Warp has added a version of its artificial intelligence (AI) agent for writing code that integrates directly within a command line interface (CLI).
Company CEO Zach Lloyd said rather than working with AI agents within the context of an integrated development environment, Warp Code embeds AI agents with a CLI that is likely to prove more appealing to some developers and many DevOps engineers that prefer a traditional terminal-based coding experience.
Warp Code is based on the same agentic AI framework as Warp, an AI coding tool that is designed to generate code from natural language prompts in a way that provides more control and visibility into how code was developed, said Lloyd. Features such as code review and file editing enables a tighter feedback loop between developer and agent to create better code, he added.
It’s not clear to what degree application developers and software engineers are relying on AI coding tools, but while they improve productivity the code generated is often verbose and inefficient. Additionally, because application developers don’t have a deep understanding of how an AI tool constructed that code, it can be challenging to debug.
More challenging still, most of the large language models (LLMs) that are relied on to generate code were trained using examples of varying quality collected from across the web. As a result, the number of vulnerabilities being generated by AI coding tools is significant.
The only way to address those issues is to create a tighter inner loop workflow that enables developers and the AI agent to more iteratively develop applications in a way that makes it easier for human developers to provide constructive feedback to the AI agent, said Lloyd.
Each organization will need to determine what level of confidence to have in AI coding tools. In some cases, the quality of the code being generated might only be good enough to provide a place to refine it long before it ever makes it to a production environment. However, there are also going to be plenty of instances where the code created by an AI tool might be superior to what a junior or so-called citizen developer might have otherwise generated on their own. At this juncture, it’s not so much a question of whether application developers are going to use AI coding tools so much as it is to what degree.
In the meantime, DevOps teams would be well advised to continuously experiment with and test multiple AI coding tools. The pace of AI innovation continues to accelerate so a tool that only a few months ago might have only been able to reliably execute a few tasks might now be able to manage more complex workflows. The important thing is to make sure to validate the output being generated by these tools because, inevitably, mistakes will be made. The challenge is that far too many application developers are already trusting these tools too much, which ultimately leads to a lot more bad code that has to be, hopefully, weeded out a build before any of it is allowed to make it into a production environment.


What is required =
Your task is to output the listing exactly, leaving every image out.

Records supplied =
**********
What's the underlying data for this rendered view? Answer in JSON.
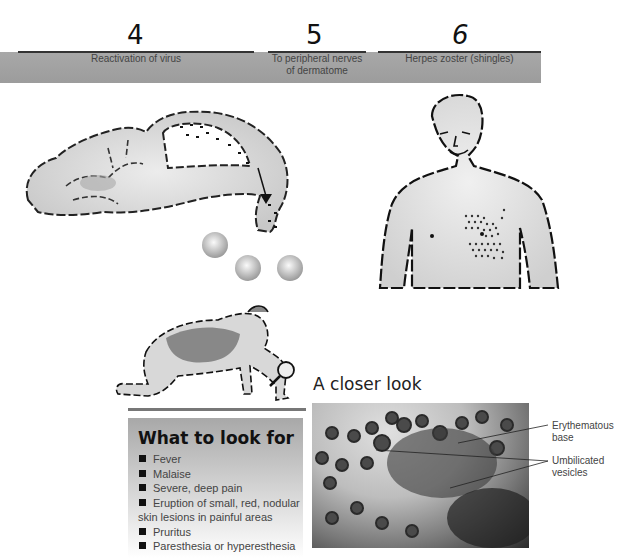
{
  "steps": [
    {
      "number": "4",
      "label": "Reactivation of virus"
    },
    {
      "number": "5",
      "label_line1": "To peripheral nerves",
      "label_line2": "of dermatome"
    },
    {
      "number": "6",
      "label": "Herpes zoster (shingles)"
    }
  ],
  "illustrations": {
    "brain": "brain-nerve-pathway-illustration",
    "torso": "man-torso-with-dermatome-rash",
    "examiner": "person-with-magnifying-glass"
  },
  "what_to_look_for": {
    "title": "What to look for",
    "items": [
      "Fever",
      "Malaise",
      "Severe, deep pain",
      "Eruption of small, red, nodular",
      "Pruritus",
      "Paresthesia or hyperesthesia"
    ],
    "item4_continuation": "skin lesions in painful areas"
  },
  "closer_look": {
    "title": "A closer look",
    "callouts": [
      {
        "line1": "Erythematous",
        "line2": "base"
      },
      {
        "line1": "Umbilicated",
        "line2": "vesicles"
      }
    ]
  },
  "colors": {
    "banner": "#a3a3a3",
    "panel_top": "#a8a8a8",
    "text": "#444444"
  }
}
**********
Task solution =
What's the underlying data for this rendered view? Answer in JSON.
{
  "steps": [
    {
      "number": "4",
      "label": "Reactivation of virus"
    },
    {
      "number": "5",
      "label_line1": "To peripheral nerves",
      "label_line2": "of dermatome"
    },
    {
      "number": "6",
      "label": "Herpes zoster (shingles)"
    }
  ],
  "illustrations": {
    "brain": "brain-nerve-pathway-illustration",
    "torso": "man-torso-with-dermatome-rash",
    "examiner": "person-with-magnifying-glass"
  },
  "what_to_look_for": {
    "title": "What to look for",
    "items": [
      "Fever",
      "Malaise",
      "Severe, deep pain",
      "Eruption of small, red, nodular",
      "Pruritus",
      "Paresthesia or hyperesthesia"
    ],
    "item4_continuation": "skin lesions in painful areas"
  },
  "closer_look": {
    "title": "A closer look",
    "callouts": [
      {
        "line1": "Erythematous",
        "line2": "base"
      },
      {
        "line1": "Umbilicated",
        "line2": "vesicles"
      }
    ]
  },
  "colors": {
    "banner": "#a3a3a3",
    "panel_top": "#a8a8a8",
    "text": "#444444"
  }
}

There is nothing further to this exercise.